CasaOS creates just a guest smb, have you tried “guest” without PW on port 445?
CasaOS creates just a guest smb, have you tried “guest” without PW on port 445?
I manage over 40 Debian clients in production use. All are managed with ansible. It’s the easiest time in my sysadmin time ever.
My own systems are fedora and Debian unstable. Why? Because I test upcoming changes and features. And think how it would be if all 40 clients run on unstable or fedora, every day updates of 20-60 packages for nothing the user would care about.
Debian stable is my hero.
Ah my fault, that’s correct
There are actually easy solutions out there. For example CasaOS, it’s a oneliner and you get a docker orchestration with an app-store and built-in file and smb management. I bet even non technicals could use this.
They backup them locally. Did you ever searched for something you know existed and it’s gone forever?
Linkwarden. Because it has a good design, tags, is selfhostable, has some nice integrations (browser-plugin, PWA) and saves backups of the bookmark in PDF.
As someone who used caddy over years, I can’t completely agree.
Caddy has some downsides (nextcloud needs special setup for example) and not everyone is familiar with writing a Caddyfile. (Json)
For someone new I would recommend “nginx proxy manager”. Easy to install with docker and self explained through GUI.
Like you are 5: Wayland is the thing that brings the beep boop from the computer to a screen. It’s the son/daughter from Xorg which is old af, and needs to die because no one wants to work on it trillions lines of code.
Like you are 5: Wayland is the thing that brings the beep boop from the computer to a screen. It’s the son/daughter from Xorg which is old af, and needs to die because no one wants to work on it trillions lines of code.
I know about the successful help being an alternative to apple/google. When I start degoogling (5 years ago) nextcloud was impressive. But I talk about my own experience. And nextcloud doesn’t work on their basics. Instead they’re following every hype with an alpha app which doesn’t get support when the hype ends (nextcloud social) for example.
Maybe they could fork owncloud again? Owncloud worked over years to get rid of php and released last year “infinity scale” its a single binary. You can run it nearly out of the box. And it is stable and fast. Nextcloud needs this, too.
The php part is something a newbie wouldn’t easy success with. The alternatives I recommend are all easy to install docker containers, which are simple to maintain and no worries about the next release could break everything.
This is the way. Everyone can use what satisfies them. My arch experience was good, too. But after tinkering confs and setups, I lost my spirit to become a Unixporn user.
Nowadays I want easy to use setups. That’s why I use debian for servers and fedora for clients. Last week I saved an old laptop from a friend before being e-waste. Fedora atomic was the chosen one and he is really happy with it so far.
Controversial opinion: you become a senior, when you let arch behind and use distros like debian.
I don’t dislike arch, going step by step through the install process is the best way learning and no matter which distro someone use, the arch wiki should be the first place to visit for instructions or help.
I am driving away from nextcloud more and more. I would be back when they get rid of php and really develop even one plugin (the so called “apps”) which isn’t just an alpha version.
I don’t see any use case for this bloated all in one monster with crap performance. Someone needs his files in a browser and overall synced. Use syncthing and something like filebrowser or filestash. Photos? Immich. Documents? Paperless. Music, Movies, e-books? Jellyfin. Collaborative Docs? Onlyoffice, cryptpad. Notes? Joplin, trillium. etc.
OK, I’ll give it a try. Thanks.
Show me a docker compose file which I can simply start and don’t have to mess around more than deploy it, and I will discuss xmpp more often.
Late answer: this was the solution for me. Thx.
My first home server would get lost on the network every week, at different times and without any apparent reason. I performed hard resets by unplugging and plugging it back in.
After several months, I decided to connect a screen to it, and I initially thought it had hung up, but it hadn’t. After some investigation, I discovered that every time my router obtained a new dynamic IP address, the server lost its network connection, requiring a reset. I wrote a script to check the network connection every minute, and if it’s lost again, it will be reset.
Take a distro with a package manager you are familiar with. Debian should do it.
And try out docker it’s really easy to learn and straight forward.
Jellyfin has a well documented docker compose.yml which is just a textfile that points out the facts like used versions, environment and volume paths.
I did a transition from my docker compose tools to a new system in under an hour yesterday. All I had to do was backup the volumes or data paths. Firing up the containers looks like a new install but it’s just downloading the container and everything runs like before without losing any config.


* Task instructions
Below are entries; write every one of them out again exactly.

* Listed records
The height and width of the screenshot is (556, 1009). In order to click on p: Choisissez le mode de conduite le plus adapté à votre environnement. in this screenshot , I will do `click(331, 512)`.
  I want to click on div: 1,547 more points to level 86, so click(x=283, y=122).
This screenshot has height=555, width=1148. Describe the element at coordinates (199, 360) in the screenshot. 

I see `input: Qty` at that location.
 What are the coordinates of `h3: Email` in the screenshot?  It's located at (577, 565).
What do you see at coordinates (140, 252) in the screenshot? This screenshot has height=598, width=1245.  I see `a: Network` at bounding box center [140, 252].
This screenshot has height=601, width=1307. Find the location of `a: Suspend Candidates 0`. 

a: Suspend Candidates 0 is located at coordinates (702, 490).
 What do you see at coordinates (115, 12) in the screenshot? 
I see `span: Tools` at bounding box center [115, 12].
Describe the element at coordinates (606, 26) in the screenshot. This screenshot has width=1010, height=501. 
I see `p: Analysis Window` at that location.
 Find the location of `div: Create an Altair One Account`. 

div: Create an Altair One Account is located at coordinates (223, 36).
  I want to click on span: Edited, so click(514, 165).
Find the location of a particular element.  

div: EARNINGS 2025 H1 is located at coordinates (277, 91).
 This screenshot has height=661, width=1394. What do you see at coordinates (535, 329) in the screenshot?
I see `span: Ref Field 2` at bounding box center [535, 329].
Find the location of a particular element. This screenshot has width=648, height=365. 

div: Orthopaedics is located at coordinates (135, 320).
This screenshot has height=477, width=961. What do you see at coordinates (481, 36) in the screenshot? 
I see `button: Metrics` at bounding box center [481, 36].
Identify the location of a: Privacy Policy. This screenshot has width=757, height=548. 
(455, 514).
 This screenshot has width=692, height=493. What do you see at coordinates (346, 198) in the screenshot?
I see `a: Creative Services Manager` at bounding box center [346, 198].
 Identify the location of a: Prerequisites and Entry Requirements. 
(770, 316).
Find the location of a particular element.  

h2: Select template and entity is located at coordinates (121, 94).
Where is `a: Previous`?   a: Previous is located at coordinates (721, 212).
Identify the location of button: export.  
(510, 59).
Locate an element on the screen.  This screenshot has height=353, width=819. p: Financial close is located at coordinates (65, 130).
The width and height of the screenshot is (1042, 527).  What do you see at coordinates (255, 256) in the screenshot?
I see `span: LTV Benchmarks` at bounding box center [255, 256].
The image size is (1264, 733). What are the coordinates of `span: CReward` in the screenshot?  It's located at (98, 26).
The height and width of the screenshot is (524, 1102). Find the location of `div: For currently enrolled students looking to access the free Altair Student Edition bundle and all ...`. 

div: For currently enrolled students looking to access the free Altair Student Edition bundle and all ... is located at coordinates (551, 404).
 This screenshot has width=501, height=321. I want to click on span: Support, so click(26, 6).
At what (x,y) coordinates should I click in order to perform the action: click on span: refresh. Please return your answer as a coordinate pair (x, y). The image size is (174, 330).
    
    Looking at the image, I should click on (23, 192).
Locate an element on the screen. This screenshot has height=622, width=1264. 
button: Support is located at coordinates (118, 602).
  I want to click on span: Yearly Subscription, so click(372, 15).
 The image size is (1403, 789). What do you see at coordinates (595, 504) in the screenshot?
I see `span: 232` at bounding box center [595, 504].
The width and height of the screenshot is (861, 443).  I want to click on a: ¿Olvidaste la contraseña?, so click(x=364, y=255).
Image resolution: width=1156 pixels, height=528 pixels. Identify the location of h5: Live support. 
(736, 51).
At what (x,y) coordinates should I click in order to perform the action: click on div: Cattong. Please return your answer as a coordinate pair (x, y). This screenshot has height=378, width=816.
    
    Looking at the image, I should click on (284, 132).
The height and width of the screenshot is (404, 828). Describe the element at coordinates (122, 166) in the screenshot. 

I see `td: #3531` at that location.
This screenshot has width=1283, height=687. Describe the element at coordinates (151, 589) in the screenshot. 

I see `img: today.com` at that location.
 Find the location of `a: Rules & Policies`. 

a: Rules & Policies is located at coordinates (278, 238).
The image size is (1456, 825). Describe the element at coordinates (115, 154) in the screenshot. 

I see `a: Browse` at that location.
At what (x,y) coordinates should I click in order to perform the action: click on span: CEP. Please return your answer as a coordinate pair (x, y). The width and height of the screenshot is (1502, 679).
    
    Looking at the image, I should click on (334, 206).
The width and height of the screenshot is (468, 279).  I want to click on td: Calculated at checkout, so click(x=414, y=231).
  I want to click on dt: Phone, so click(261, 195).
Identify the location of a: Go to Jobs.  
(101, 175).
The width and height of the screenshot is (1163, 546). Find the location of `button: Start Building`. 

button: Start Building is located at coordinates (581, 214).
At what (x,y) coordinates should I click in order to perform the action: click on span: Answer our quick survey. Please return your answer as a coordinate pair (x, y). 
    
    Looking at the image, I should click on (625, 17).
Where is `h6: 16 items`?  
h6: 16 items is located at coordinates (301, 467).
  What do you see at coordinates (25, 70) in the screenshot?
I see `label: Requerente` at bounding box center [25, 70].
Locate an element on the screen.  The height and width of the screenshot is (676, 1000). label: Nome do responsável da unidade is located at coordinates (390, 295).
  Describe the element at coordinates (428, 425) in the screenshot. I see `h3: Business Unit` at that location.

* Response box
The height and width of the screenshot is (556, 1009). In order to click on p: Choisissez le mode de conduite le plus adapté à votre environnement. in this screenshot , I will do `click(331, 512)`.
  I want to click on div: 1,547 more points to level 86, so click(x=283, y=122).
This screenshot has height=555, width=1148. Describe the element at coordinates (199, 360) in the screenshot. 

I see `input: Qty` at that location.
 What are the coordinates of `h3: Email` in the screenshot?  It's located at (577, 565).
What do you see at coordinates (140, 252) in the screenshot? This screenshot has height=598, width=1245.  I see `a: Network` at bounding box center [140, 252].
This screenshot has height=601, width=1307. Find the location of `a: Suspend Candidates 0`. 

a: Suspend Candidates 0 is located at coordinates (702, 490).
 What do you see at coordinates (115, 12) in the screenshot? 
I see `span: Tools` at bounding box center [115, 12].
Describe the element at coordinates (606, 26) in the screenshot. This screenshot has width=1010, height=501. 
I see `p: Analysis Window` at that location.
 Find the location of `div: Create an Altair One Account`. 

div: Create an Altair One Account is located at coordinates (223, 36).
  I want to click on span: Edited, so click(514, 165).
Find the location of a particular element.  

div: EARNINGS 2025 H1 is located at coordinates (277, 91).
 This screenshot has height=661, width=1394. What do you see at coordinates (535, 329) in the screenshot?
I see `span: Ref Field 2` at bounding box center [535, 329].
Find the location of a particular element. This screenshot has width=648, height=365. 

div: Orthopaedics is located at coordinates (135, 320).
This screenshot has height=477, width=961. What do you see at coordinates (481, 36) in the screenshot? 
I see `button: Metrics` at bounding box center [481, 36].
Identify the location of a: Privacy Policy. This screenshot has width=757, height=548. 
(455, 514).
 This screenshot has width=692, height=493. What do you see at coordinates (346, 198) in the screenshot?
I see `a: Creative Services Manager` at bounding box center [346, 198].
 Identify the location of a: Prerequisites and Entry Requirements. 
(770, 316).
Find the location of a particular element.  

h2: Select template and entity is located at coordinates (121, 94).
Where is `a: Previous`?   a: Previous is located at coordinates (721, 212).
Identify the location of button: export.  
(510, 59).
Locate an element on the screen.  This screenshot has height=353, width=819. p: Financial close is located at coordinates (65, 130).
The width and height of the screenshot is (1042, 527).  What do you see at coordinates (255, 256) in the screenshot?
I see `span: LTV Benchmarks` at bounding box center [255, 256].
The image size is (1264, 733). What are the coordinates of `span: CReward` in the screenshot?  It's located at (98, 26).
The height and width of the screenshot is (524, 1102). Find the location of `div: For currently enrolled students looking to access the free Altair Student Edition bundle and all ...`. 

div: For currently enrolled students looking to access the free Altair Student Edition bundle and all ... is located at coordinates (551, 404).
 This screenshot has width=501, height=321. I want to click on span: Support, so click(26, 6).
At what (x,y) coordinates should I click in order to perform the action: click on span: refresh. Please return your answer as a coordinate pair (x, y). The image size is (174, 330).
    
    Looking at the image, I should click on (23, 192).
Locate an element on the screen. This screenshot has height=622, width=1264. 
button: Support is located at coordinates (118, 602).
  I want to click on span: Yearly Subscription, so click(372, 15).
 The image size is (1403, 789). What do you see at coordinates (595, 504) in the screenshot?
I see `span: 232` at bounding box center [595, 504].
The width and height of the screenshot is (861, 443).  I want to click on a: ¿Olvidaste la contraseña?, so click(x=364, y=255).
Image resolution: width=1156 pixels, height=528 pixels. Identify the location of h5: Live support. 
(736, 51).
At what (x,y) coordinates should I click in order to perform the action: click on div: Cattong. Please return your answer as a coordinate pair (x, y). This screenshot has height=378, width=816.
    
    Looking at the image, I should click on (284, 132).
The height and width of the screenshot is (404, 828). Describe the element at coordinates (122, 166) in the screenshot. 

I see `td: #3531` at that location.
This screenshot has width=1283, height=687. Describe the element at coordinates (151, 589) in the screenshot. 

I see `img: today.com` at that location.
 Find the location of `a: Rules & Policies`. 

a: Rules & Policies is located at coordinates (278, 238).
The image size is (1456, 825). Describe the element at coordinates (115, 154) in the screenshot. 

I see `a: Browse` at that location.
At what (x,y) coordinates should I click in order to perform the action: click on span: CEP. Please return your answer as a coordinate pair (x, y). The width and height of the screenshot is (1502, 679).
    
    Looking at the image, I should click on (334, 206).
The width and height of the screenshot is (468, 279).  I want to click on td: Calculated at checkout, so click(x=414, y=231).
  I want to click on dt: Phone, so click(261, 195).
Identify the location of a: Go to Jobs.  
(101, 175).
The width and height of the screenshot is (1163, 546). Find the location of `button: Start Building`. 

button: Start Building is located at coordinates (581, 214).
At what (x,y) coordinates should I click in order to perform the action: click on span: Answer our quick survey. Please return your answer as a coordinate pair (x, y). 
    
    Looking at the image, I should click on (625, 17).
Where is `h6: 16 items`?  
h6: 16 items is located at coordinates (301, 467).
  What do you see at coordinates (25, 70) in the screenshot?
I see `label: Requerente` at bounding box center [25, 70].
Locate an element on the screen.  The height and width of the screenshot is (676, 1000). label: Nome do responsável da unidade is located at coordinates (390, 295).
  Describe the element at coordinates (428, 425) in the screenshot. I see `h3: Business Unit` at that location.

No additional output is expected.